Syrian conflict destabilizing region with flood of refugees

Syrian refugee family in eastern Lebanese town / AP
June 25, 2013

Aid organizations and governments in the Levant region will make their largest-ever plea for humanitarian assistance in response to the spillover of hundreds of thousands of Syrian refugees fleeing a devastating civil war, regional experts said Tuesday.

The destabilizing Syrian conflict has generated about 1.7 million refugees, with more than 500,000 flooding into neighboring Lebanon, according to participants in a teleconference event at the Carnegie Endowment for International Peace.

Regional groups will ask the United Nations for a total of $5 billion in humanitarian aid by the end of this year, they said.

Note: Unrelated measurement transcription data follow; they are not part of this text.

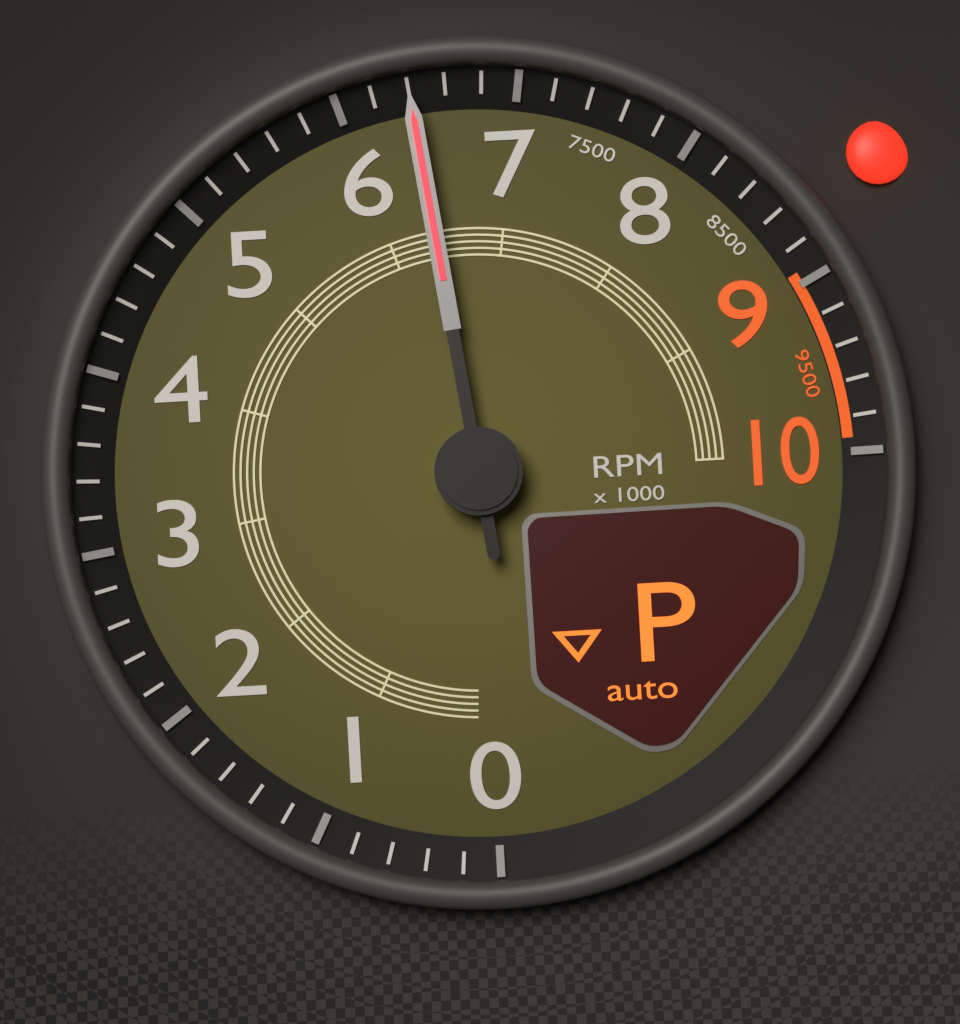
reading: 6400 RPM
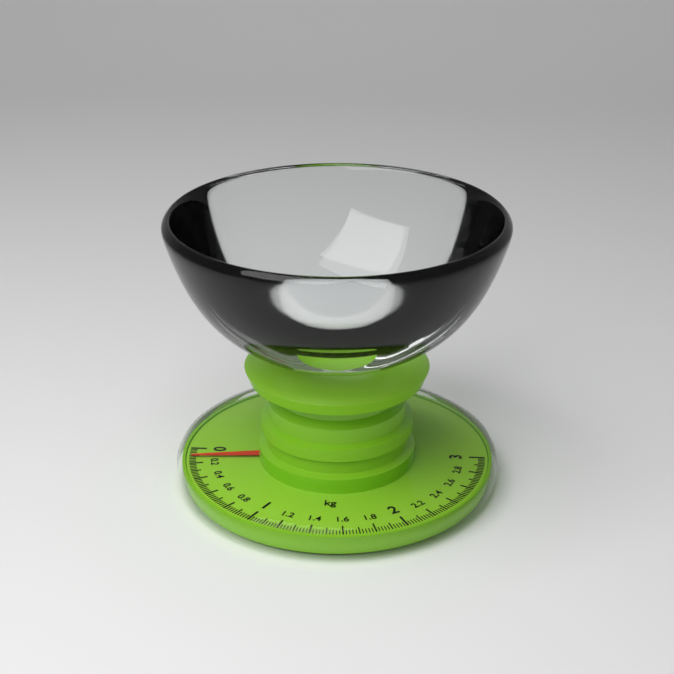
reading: 0.12 kg
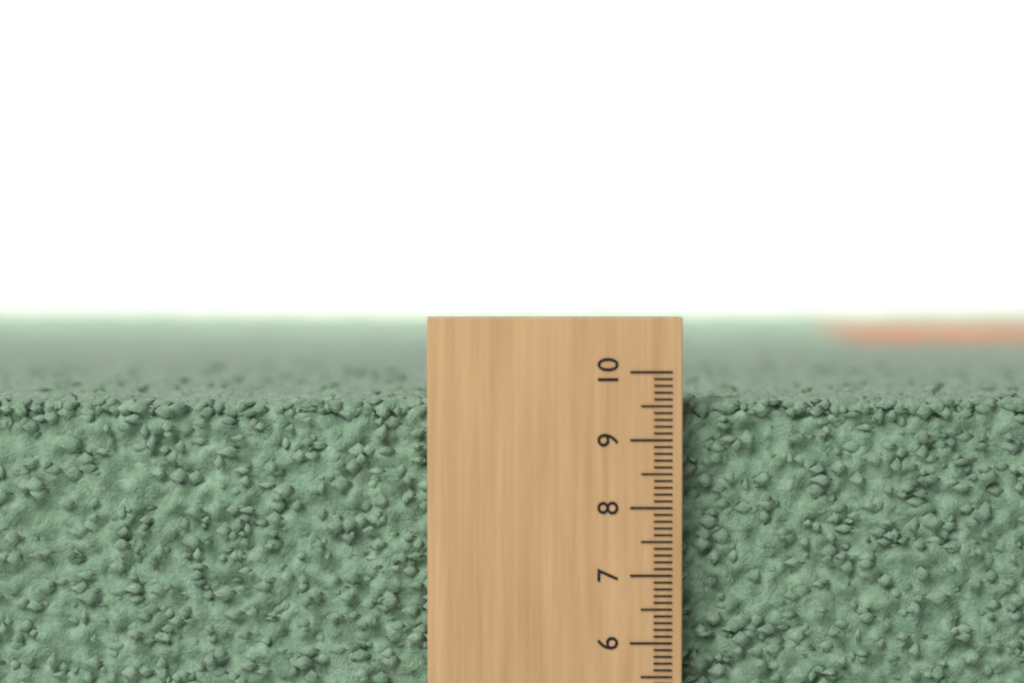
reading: 9.6 (no unit)
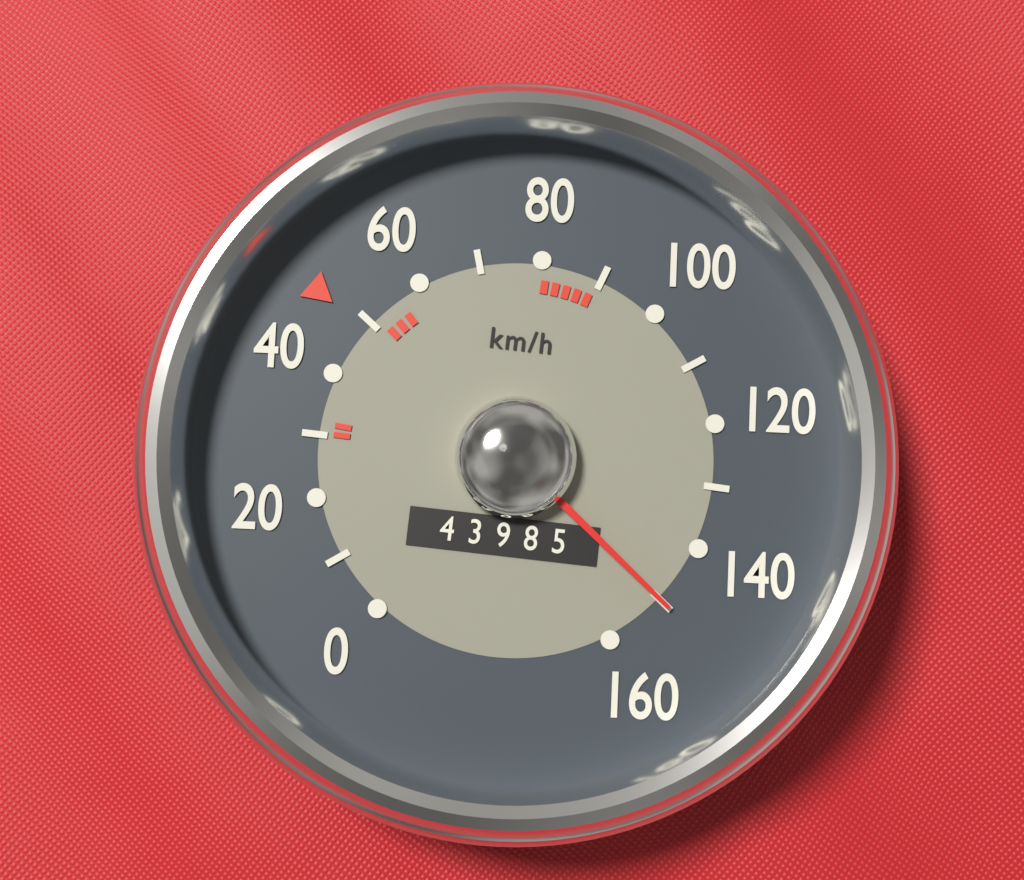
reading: 150 km/h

Ninette Kelley, a representative of the U.N. Refugee Agency in Lebanon, said Syrians who initially attempted to stick it out began to vacate their native country after fighting intensified in the towns of Homs, Aleppo, and al-Qusayr in recent months.

A string of victories by President Bashar al-Assad’s regime prompted President Barack Obama to pledge limited arms support to the Syrian rebels, but questions remain about whether Western arm shipments will be controlled by the moderate rebels or fall into the hands of radical Islamist groups also opposing Assad.

U.N. workers register 6,000 Syrian refugees a day and 15,000 a week in Lebanon, Kelley said. More than half of the 500,000 refugees are children, many of whom lack access to clean water, health care, and educational instruction.

She recounted one story of an 11-year-old Syrian refugee whose family left their original house for a suburb in the country after it was struck by a mortar. A barber shop the boy entered was also bombed, blinding him in one eye with a shard of glass.

"I wish I could tell you that’s a singular story, but it’s not," she said. "It’s happening all over the country."

The influx of Syrians into Lebanon, who now constitute a quarter of the country’s population, has also increased competition for jobs and lowered wages, said Lebanese Minister of Social Affairs Wael Abou Faour.

Unemployment recently rose to 10.6 percent, compared to 8 percent in 2010, he said.

The fact that more than 100,000 of the refugees reside with Lebanese families demonstrates the hospitality of the people there, who call them "neighbors" rather than refugees, Kelley said.

"It’s no exaggeration to say that there are many towns throughout Lebanon where there are more Syrians than Lebanese, and yet Lebanon has not closed its borders," she said.

Yet as the social and economic hardships of the Lebanese and Syrian refugees continue to mount, Lebanon will press for a solution to the two-year conflict that has claimed almost 100,000 lives, Faour said.

"Lebanon is not to become the comfortable option if you like," he said.

"We want to provide humanitarian assistance, but we don’t want to create a permanent home for the Syrian refugees."